Mystics, Heretics and Other “Souls on Fire”

TIO Public Square

Mystics, Heretics and Other “Souls on Fire”

by Chris Highland

“Why do we get angry about what we believe?  Because we do not really believe it.” (Thomas Merton, Asian Journal). 

While I was a Parish Associate in a Protestant church for ten years, I taught an adult education course entitled: “The Way of the Mystic and Heretic.” Presenting this class gave me the opportunity to read and reflect on some of the most radical nonconformists in religious history. These were some of my earliest explorations in freethought, at least in terms of heretics who broke from the bastions of belief.   

They were burned alive (Marguerite Porete), torn apart (Hallaj), condemned (Eckhart), silenced (Galileo), stabbed to death with the pens of their students (John the Scot), forced to drink poison (Socrates), excommunicated, exiled or simply ignored. They are the mystic teachers and contemplatives of many traditions who shake the world like tremors through fearless questioning of cherished views and beliefs. 

Our history is full of these marginal men and women, thrown out of the community for their disturbing ideas (heterodoxy) that infuriate the protectors of acceptable beliefs (orthodoxy).  Yet they have good company in their exclusion from the mainstream. In fact, if there is a main “stream” at all, these courageous people are not merely meandering tributaries but assume the role of rapids and waterfalls, stirring up sediment and bubbles, disrupting our comfortable creeds and systematic theologies.   

Nevertheless, they wade in with some big names in religious waterfalls:  thrown into wells (the Prophet Jeremiah), crucified (Jesus), beheaded (Paul), run out of town (Muhammad), murdered (Rumi’s teacher Shams), excommunicated (Luther) and on and on into our day. These are the people who were not afraid to speak of their intimately personal experience of the “holy” and to ask the most volcanic questions in the face of those who had built their comfortable religious homes on the slopes of the old dormant mountains of tradition. They are each rumbling, crumbling voices from our common history and they crossed all lines of religion, nationality and gender.

Many of their fearfully faithful judges believed they had also crossed the lines of decency, stumbling into blasphemy—certainly they offended God! Yet these mystic heretics often humbly and joyfully transgressed or even erased the artificial lines that separate us from each other, and perhaps separate us from anything considered sacred. 

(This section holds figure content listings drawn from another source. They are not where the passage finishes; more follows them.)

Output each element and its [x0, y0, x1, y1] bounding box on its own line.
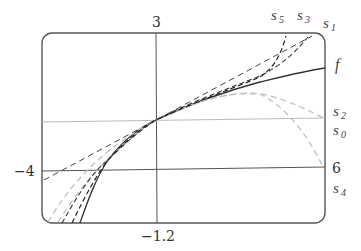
label-s3: s 3 — [297, 7, 310, 25]
svg-text:s: s — [297, 7, 303, 23]
svg-text:s: s — [271, 7, 277, 23]
curve-s4 — [58, 94, 323, 222]
curve-s2 — [48, 93, 324, 222]
curve-s1 — [44, 36, 312, 180]
svg-text:5: 5 — [279, 14, 284, 25]
svg-text:2: 2 — [341, 110, 346, 121]
svg-text:3: 3 — [304, 14, 310, 25]
svg-text:0: 0 — [341, 129, 346, 140]
label-s0: s 0 — [333, 122, 346, 140]
top-tick-label: 3 — [152, 14, 161, 30]
vertical-axis — [156, 33, 157, 223]
label-s2: s 2 — [333, 103, 346, 121]
right-tick-label: 6 — [332, 160, 341, 176]
svg-text:s: s — [333, 103, 339, 119]
curve-s5 — [72, 36, 286, 223]
label-s5: s 5 — [271, 7, 284, 25]
svg-text:4: 4 — [341, 187, 346, 198]
svg-text:1: 1 — [331, 22, 336, 33]
svg-text:f: f — [335, 56, 342, 74]
svg-text:s: s — [323, 15, 329, 31]
bottom-tick-label: −1.2 — [141, 228, 175, 244]
label-s4: s 4 — [333, 180, 346, 198]
left-tick-label: −4 — [14, 163, 35, 179]
curve-s3 — [62, 37, 308, 223]
label-s1: s 1 — [323, 15, 336, 33]
curve-s0 — [42, 118, 325, 122]
svg-text:s: s — [333, 180, 339, 196]
svg-text:s: s — [333, 122, 339, 138]
taylor-approximation-chart: 3 −1.2 −4 6 s 5 s 3 s 1 f s 2 s 0 s 4 — [0, 0, 361, 251]
horizontal-reference-line — [42, 167, 325, 171]
label-f: f — [335, 56, 342, 74]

Mystics bend and break the mirrors that reflect who we think we are and warp our images of divinity. Perhaps they are the polishers of the mirrors. Marguerite Porete (burned at the stake in Paris, 1310) wrote “The Mirror of Simple Souls.” Ibn Arabi said the world is an unpolished mirror that we humans have the responsibility to keep clean.  Catherine of Siena exclaimed: “In the gentle mirror of God the soul sees her own dignity.”  The Iranian Muslim Shabestari taught every particle of the world is a mirror in which the Almighty makes a home. Shinto temples in Japan hold the mirror as a sacred symbol of the life of the gods among us. 

Photo: StockCake

What is the primary symbolic lesson?  We resist the illumination of our own true image reflected in the foggy face of the Creative Force gazing back.  But the powerful masters of morality see only a spark threatening to burn down their fragile houses built on the sand of their own self-righteousness. Driven by fearful faith, they try to extinguish the spark with fire. To mix and mystify the metaphor, the life and testimony of each mystic lives on as a sacred waterfall, each droplet reflecting the face of the Source of all living water — The Creative One, The Friend, The Beloved, The Lover, Mother Nature … known by a thousand thirst-quenching names.   

Waterfalls, volcanoes, mirrors. The way we describe the mystics is the way they speak of the Unspeakable. In metaphors, parables and body-images they seek to teach us the “simple way,” the “path,” the “practice of the presence” and further into more metaphors.  They lead us into the wilds of our own minds/souls. They are the voices crying in the wilderness, preparing our way, and Love’s way to us.

Another John, not the Baptist or the writer of The Revelation, but John Muir, said: “No wilderness in the world is so desolate as to be without divine ministers. God’s love covers all the earth as the sky covers it, and also fills it in every pore. And this love has voices heard by all who have ears to hear.” Was Muir a mystic, or simply an explorer of Nature?  Why not both?  The mystics have always been those who transcended the “ordinary” and “normal” course of things to reach “higher” (or deeper, wider) meanings. Perhaps the most articulate naturalists have always been our best secular mystics.